The impact that you describe very broadly reminds me of https://en.wikipedia.org/wiki/Stockholm_syndrome. I'm still learning about the subject, so the only nearby useful axis point I'm aware of is the concept of chronic trauma, which I'm surprisingly unable to find a synopsis on in Wikipedia (the closest I can find is https://en.wikipedia.org/wiki/Complex_post-traumatic_stress_..., which is vaguely in the ballpark but a couple notches too far).
Personality disorders have the potential to have the same sort of impact as water on a rock over time. I wonder how this person impacted other people at the company - and whether the boundary-defying nature of this sort of problem caused the line between "broken individual" and "DBAs are scary" to be blurred.
It could be very interesting for the various decisionmakers to wind up in a conversation with a good psychologist (psychiatrist?) who might be able to make that line a little bit clearer for everyone (and provide closure) and perhaps even outline ways to screen for this sort of thing happening in the future - which may be the speedbump everyone's (very quietly) stuck at.

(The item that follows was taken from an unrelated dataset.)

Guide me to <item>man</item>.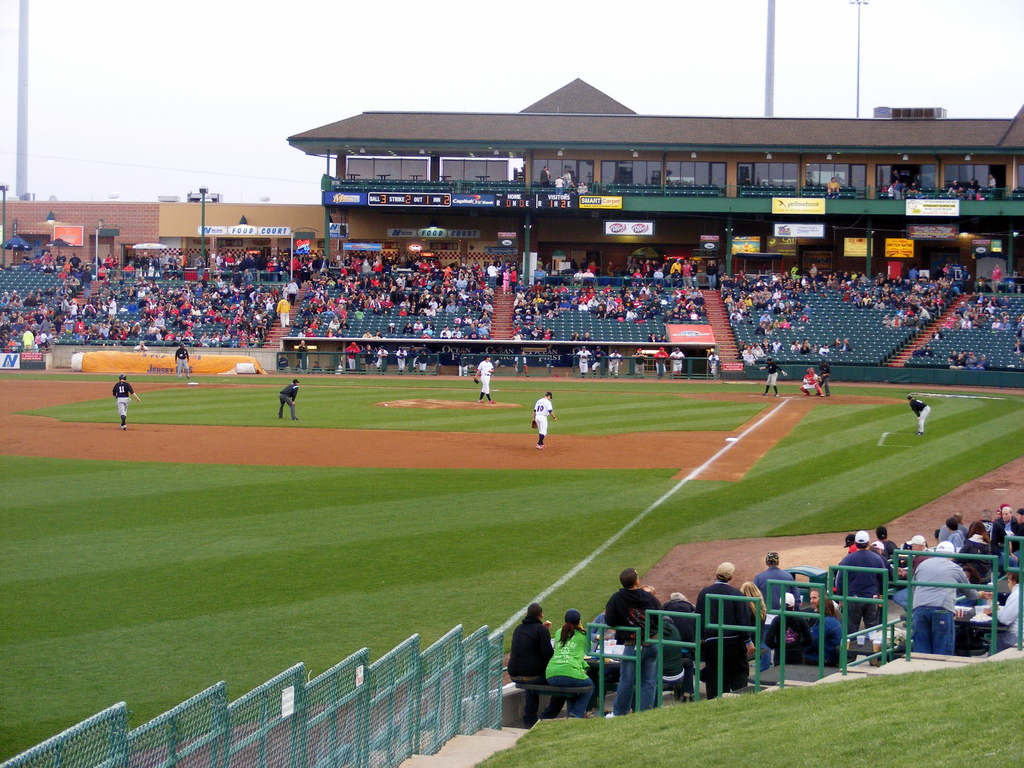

It's a bad idea to start pathologizing bad behavior. The vast majority of assholes are just assholes, with no pathological reason for their shitty behavior. It also stigmatizes those with actual medical problems because "being an asshole" isn't a symptom of any disorder you've listed, yet the association is still being reinforced by comments like this.
Honestly I think it’s most akin to an abusive relationship. You love the person for their good parts/periods, but the bad in reality outweighs the good.
The impact that you describe very broadly reminds me of https://en.wikipedia.org/wiki/Stockholm_syndrome. I'm still learning about the subject, so the only nearby useful axis point I'm aware of is the concept of chronic trauma, which I'm surprisingly unable to find a synopsis on in Wikipedia (the closest I can find is https://en.wikipedia.org/wiki/Complex_post-traumatic_stress_..., which is vaguely in the ballpark but a couple notches too far).
Personality disorders have the potential to have the same sort of impact as water on a rock over time. I wonder how this person impacted other people at the company - and whether the boundary-defying nature of this sort of problem caused the line between "broken individual" and "DBAs are scary" to be blurred.
It could be very interesting for the various decisionmakers to wind up in a conversation with a good psychologist (psychiatrist?) who might be able to make that line a little bit clearer for everyone (and provide closure) and perhaps even outline ways to screen for this sort of thing happening in the future - which may be the speedbump everyone's (very quietly) stuck at.